The beach-dwelling poor and itinerant fishing communities bore the brunt of the disaster. Many had cleared mangroves and started shrimp farms to feed the huge Western market for cheap prawns.

"The mangroves were all along the coasts where there are shallow waters. They offered protection against things like tsunamis," said McNeely. "They were cleared by people who didn't have the long-term knowledge of why these mangroves should have been saved, by outsiders who get concessions from the governments and set up shrimp or prawn farms."

Parts of India and Myanmar, where coral reefs and mangroves remained intact, fared much better when the waves hit than the denuded coastlines of Thailand and parts of Sri Lanka, experts noted.
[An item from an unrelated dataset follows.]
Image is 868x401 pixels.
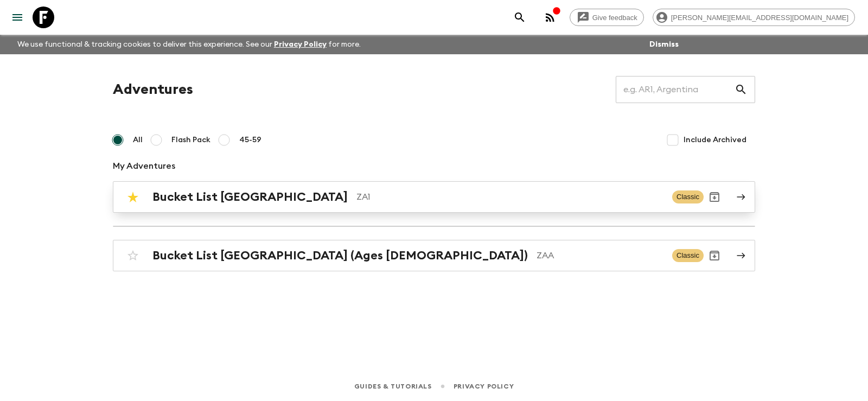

"Places that had healthy coral reefs and intact mangroves were far less badly hit than places where the reefs had been damaged and the mangroves ripped out and replaced by beachfront hotels and prawn farms," said Simon Cripps, director of the Global Marine Programme at environment group WWF International.

"Coral reefs act as a natural breakwater and mangroves are a natural shock absorber, and this applies to floods and cyclones as well as tsunamis," he said.

Conservationists hope lessons will be learned from the catastrophe which left more than 155,000 people dead and wiped out homes and livelihoods of millions more.

The United Nations Environment Programme (UNEP) has earmarked one million dollars to address immediate environmental needs in the regions struck by giant waves across the Indian Ocean coasts.

But UNEP Executive Director Klaus Toepfer stressed "revitalising local communities and their livelihoods will require rehabilitating and protecting vital natural ecosystems, in particular mangrove forests and coral reefs".

While beaches can be cleaned and deluxe hotels restored relatively quickly, marine life might not recover during the lifetime of coastal dwellers such as dive instructor Sirinaga, analysts say.

"The coral reef system might be totally destroyed. It will take hundreds of years to grow back," said director of Conservation International in the Indonesian resort island of Bali, Ketut Sarjana Putra.

When a tsunami passes, reef structures grind into each other causing extensive damage. In serious cases recovery would be slow as there would be fewer larval animals to repopulate the coral.

Major problems include a loss of fish, displaced by the waves from their habitat, and the amount of silt, sand and organic matter churned into the water which would "smother" vegetation and marine life.

Sirinaga looks out at the mud-covered coral in Unawatuna and expresses hope that it has not been totally destroyed. "Otherwise..." he says, pausing for words, "... well, I'd be very sorry about that."